Telefónica caught the telecoms world off guard late Wednesday by unveiling a major new, five-point corporate plan that, according to chairman and CEO José María Álvarez-Pallete, sets the company up for the next 100 years.
The five pillars of the new strategy are:
To focus investment and growth in the operator's most important markets, namely Spain, Brazil, the UK and Germany.
The creation of Telefónica Tech, which will focus on cybersecurity, IoT/big data and cloud developments, "aims to become a key partner helping other companies undertake their digital transformation." The operator says these parts of its business are currently growing revenues at a rate higher than 30% and that this new division is expected to generate more than €2 billion ($2.2 billion) in additional revenues by 2022. This business will be headed up by José Cerdán, currently global head of the operator's B2B unit, who will report to Chief Operating Officer (COO) Angel Vilá. This move sounds a little like the operator's creation of Telefónica Digital, which was launched to great fanfare in 2011 but shuttered in 2014.
The creation of Telefónica Infra will build upon Telefónica's current 50.01% stake in Telxius, which manages the operator's telecom towers and subsea cable assets. This division will focus on the "development and monetization" of towers, DAS (distributed antenna systems, usually used to provide indoor wireless coverage), data centers (including edge computing assets), new fiber or submarine cable rollouts, as well as other infrastructure assets. Telefónica says it will take an "open approach to agreements and shareholder structures (majority or minority), and to find the best partners for each type of asset," suggesting the unit will be tasked with finding external investors to take a stake in its mobile towers, a move the operator signalled in September. Telefónica Infra will be headed up by Guillermo Ansaldo, most recently head of the operator's Global Resources unit. He will also report to COO Angel Vilá.
An operational spin-off of Hispanoamérica (the operator's Latin American operations other than those in Brazil) into a single unit, a move that signals a potential sale. The business will have its own management team, the main goal of which will be to "attract investors and obtain potential synergies with other market agents." CEO José María Álvarez-Pallete noted that "the particular conditions in these markets have had an impact on the business, reducing its contribution in recent years for different reasons."
The "redefinition of the company's corporate center," to introduce a new operating model to "become more agile and accelerate the execution of our strategy." This sounds like it will involve job cuts in centralized functions.
Figure 1: Telefónica Chairman and CEO José María Álvarez-Pallete says the new strategy will set the operator up for the next 100 years.
The revamp involves some changes at the senior executive level: Out goes Chief Commercial Digital Officer Mariano de Beer and head of Hispam Sur Bernardo Quinn; in comes Enrique Blanco, who as CTIO will be head of Technology and Architecture, a unit responsible for defining the operator's "strategic technological guidelines."
Blanco will report to COO Angel Vilá, who appears to be the day-to-day lynchpin in the new-look operator: In addition to overseeing Telefónica Tech and Telefónica Infra, Vilá will have overall responsibility for the four main country businesses; the Digital Consumer unit (headed by Chema Alonso, currently Chief Data Officer); and Business Solutions, which will be headed up by Telefónica Tech's José Cerdán.
For the new executive management team chart and other details about the move, see this press announcement.
The move looks bold, separating large chunks of the telco's physical infrastructure into a group that will seek external investments and creating a specific services unit tasked with driving new revenue growth (something that all operators are currently craving), but is no doubt designed to set the company up to operate in the most efficient way as it rolls out its 5G strategy.
Light Reading will report more on this revamp as more information becomes available.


# PROBLEM DETAILS
Present each line of the entries below that holds the word "Mean".

### RECORDS FOR THE TASK

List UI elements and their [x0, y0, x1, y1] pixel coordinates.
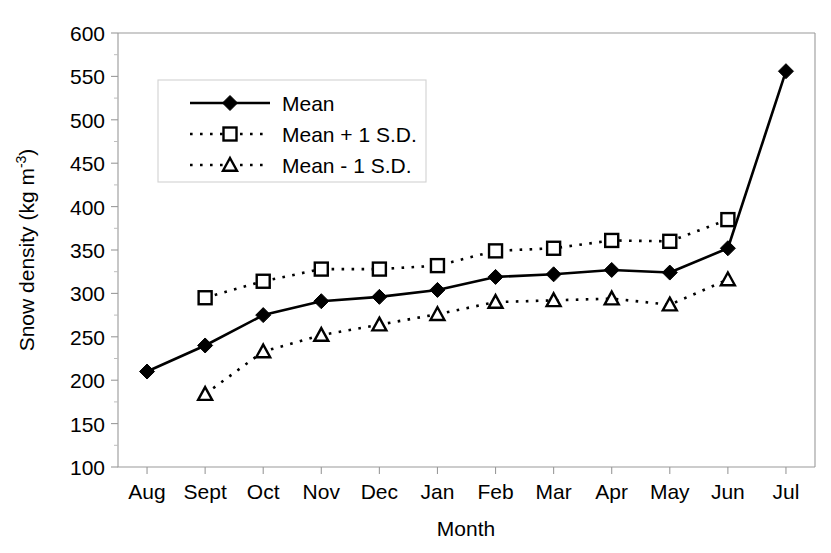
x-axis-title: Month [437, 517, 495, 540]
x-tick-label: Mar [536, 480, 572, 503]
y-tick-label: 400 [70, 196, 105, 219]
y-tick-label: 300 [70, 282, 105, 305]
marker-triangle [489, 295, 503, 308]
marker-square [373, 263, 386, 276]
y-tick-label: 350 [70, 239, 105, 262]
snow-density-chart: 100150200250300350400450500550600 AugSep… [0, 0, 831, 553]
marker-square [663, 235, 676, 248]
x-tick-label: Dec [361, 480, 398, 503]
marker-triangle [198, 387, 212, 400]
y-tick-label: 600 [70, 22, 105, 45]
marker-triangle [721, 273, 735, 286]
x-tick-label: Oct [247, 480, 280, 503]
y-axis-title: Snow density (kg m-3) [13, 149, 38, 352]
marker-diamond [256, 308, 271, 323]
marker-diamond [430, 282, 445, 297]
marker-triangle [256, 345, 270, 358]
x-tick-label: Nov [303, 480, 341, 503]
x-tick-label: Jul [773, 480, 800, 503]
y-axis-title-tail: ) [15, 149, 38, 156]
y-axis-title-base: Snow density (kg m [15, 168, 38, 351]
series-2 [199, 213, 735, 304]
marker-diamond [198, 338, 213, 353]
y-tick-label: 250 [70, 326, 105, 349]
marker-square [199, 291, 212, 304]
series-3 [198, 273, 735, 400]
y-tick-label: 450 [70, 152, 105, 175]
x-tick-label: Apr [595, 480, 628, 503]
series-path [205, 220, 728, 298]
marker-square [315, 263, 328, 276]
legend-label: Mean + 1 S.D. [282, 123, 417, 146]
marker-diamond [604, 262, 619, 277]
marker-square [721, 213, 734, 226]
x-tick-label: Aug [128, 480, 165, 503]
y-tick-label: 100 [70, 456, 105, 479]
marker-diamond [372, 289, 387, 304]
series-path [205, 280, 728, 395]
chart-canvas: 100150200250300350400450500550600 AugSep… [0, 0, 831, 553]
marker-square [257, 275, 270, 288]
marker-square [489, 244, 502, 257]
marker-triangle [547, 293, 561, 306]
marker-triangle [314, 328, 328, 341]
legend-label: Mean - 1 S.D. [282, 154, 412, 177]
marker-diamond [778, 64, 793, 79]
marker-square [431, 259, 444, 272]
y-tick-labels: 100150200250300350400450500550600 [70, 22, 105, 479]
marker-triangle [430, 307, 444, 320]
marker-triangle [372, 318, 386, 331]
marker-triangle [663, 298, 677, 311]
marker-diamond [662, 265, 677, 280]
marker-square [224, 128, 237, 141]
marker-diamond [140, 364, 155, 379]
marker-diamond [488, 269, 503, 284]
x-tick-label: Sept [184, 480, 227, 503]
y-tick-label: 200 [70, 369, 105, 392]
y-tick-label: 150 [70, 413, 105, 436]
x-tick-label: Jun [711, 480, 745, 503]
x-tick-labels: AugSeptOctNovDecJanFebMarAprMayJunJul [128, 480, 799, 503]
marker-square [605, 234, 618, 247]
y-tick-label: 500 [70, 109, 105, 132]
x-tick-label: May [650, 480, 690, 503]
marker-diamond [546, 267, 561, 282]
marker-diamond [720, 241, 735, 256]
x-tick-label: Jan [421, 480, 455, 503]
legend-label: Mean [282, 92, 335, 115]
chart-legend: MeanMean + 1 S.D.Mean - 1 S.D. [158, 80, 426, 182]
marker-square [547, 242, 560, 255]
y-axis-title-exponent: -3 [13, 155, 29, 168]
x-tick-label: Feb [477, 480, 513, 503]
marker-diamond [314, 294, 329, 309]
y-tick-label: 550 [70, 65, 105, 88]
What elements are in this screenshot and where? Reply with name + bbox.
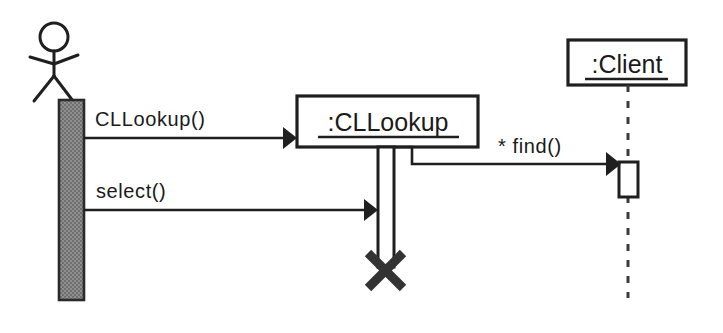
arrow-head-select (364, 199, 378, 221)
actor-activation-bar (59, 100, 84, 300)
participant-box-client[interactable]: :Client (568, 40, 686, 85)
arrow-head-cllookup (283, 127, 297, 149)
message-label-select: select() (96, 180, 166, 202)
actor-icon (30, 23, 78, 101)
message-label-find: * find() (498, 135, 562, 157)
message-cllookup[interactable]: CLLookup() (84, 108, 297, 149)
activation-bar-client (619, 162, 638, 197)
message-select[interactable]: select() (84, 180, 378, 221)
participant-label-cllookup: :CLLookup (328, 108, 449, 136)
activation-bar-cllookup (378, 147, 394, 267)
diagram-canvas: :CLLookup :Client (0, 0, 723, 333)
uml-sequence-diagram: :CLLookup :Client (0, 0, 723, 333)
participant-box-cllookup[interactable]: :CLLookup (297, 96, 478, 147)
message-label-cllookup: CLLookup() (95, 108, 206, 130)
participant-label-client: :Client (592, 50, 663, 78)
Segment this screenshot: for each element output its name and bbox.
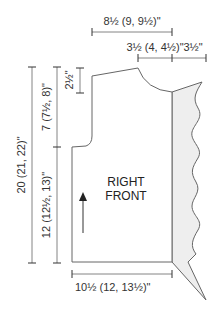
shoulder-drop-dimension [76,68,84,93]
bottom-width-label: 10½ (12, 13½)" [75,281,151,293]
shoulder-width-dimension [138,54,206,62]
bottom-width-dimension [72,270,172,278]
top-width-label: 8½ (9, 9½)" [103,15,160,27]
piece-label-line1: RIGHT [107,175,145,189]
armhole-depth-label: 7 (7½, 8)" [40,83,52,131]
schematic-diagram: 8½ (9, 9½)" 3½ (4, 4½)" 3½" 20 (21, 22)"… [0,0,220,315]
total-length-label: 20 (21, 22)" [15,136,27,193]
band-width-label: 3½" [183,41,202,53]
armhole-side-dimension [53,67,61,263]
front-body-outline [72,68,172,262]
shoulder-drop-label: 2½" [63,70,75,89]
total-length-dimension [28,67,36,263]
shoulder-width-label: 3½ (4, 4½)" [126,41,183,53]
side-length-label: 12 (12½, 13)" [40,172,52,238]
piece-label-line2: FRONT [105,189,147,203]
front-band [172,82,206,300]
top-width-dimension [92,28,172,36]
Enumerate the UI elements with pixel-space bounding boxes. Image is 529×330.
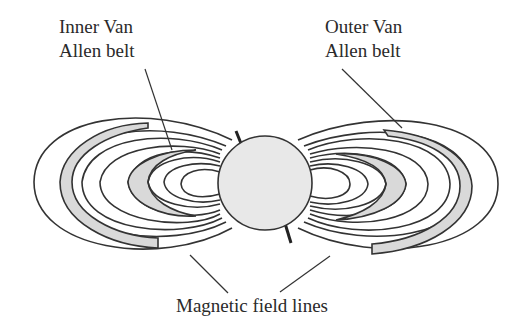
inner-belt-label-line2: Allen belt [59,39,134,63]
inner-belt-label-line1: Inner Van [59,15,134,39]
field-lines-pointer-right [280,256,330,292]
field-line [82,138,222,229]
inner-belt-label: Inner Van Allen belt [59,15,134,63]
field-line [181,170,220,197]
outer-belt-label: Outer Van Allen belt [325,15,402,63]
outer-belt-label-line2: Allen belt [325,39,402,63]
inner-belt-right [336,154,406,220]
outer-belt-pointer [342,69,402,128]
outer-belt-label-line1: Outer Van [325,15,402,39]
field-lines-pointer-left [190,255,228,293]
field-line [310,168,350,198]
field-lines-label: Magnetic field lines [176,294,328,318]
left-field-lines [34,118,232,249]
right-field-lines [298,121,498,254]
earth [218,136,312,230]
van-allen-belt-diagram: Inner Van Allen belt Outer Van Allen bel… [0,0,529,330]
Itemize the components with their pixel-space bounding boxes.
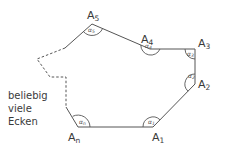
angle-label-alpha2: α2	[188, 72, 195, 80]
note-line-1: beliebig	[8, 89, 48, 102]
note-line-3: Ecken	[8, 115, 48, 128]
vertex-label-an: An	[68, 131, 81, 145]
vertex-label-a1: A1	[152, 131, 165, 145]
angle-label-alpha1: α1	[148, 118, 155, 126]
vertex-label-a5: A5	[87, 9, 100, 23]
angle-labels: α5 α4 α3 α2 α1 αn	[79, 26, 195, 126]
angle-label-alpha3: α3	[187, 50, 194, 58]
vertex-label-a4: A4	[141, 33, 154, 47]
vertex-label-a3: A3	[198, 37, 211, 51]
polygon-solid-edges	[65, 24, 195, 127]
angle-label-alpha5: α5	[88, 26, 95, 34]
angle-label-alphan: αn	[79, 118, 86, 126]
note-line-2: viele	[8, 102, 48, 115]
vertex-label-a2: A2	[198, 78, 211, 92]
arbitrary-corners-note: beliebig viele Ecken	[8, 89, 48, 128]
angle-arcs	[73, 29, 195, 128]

######

# YOUR SOLUTION
legend-label: Mean + 1 S.D. [282, 123, 417, 146]
legend-label: Mean - 1 S.D. [282, 154, 412, 177]
legend-label: Mean [282, 92, 335, 115]
chart-legend: MeanMean + 1 S.D.Mean - 1 S.D. [158, 80, 426, 182]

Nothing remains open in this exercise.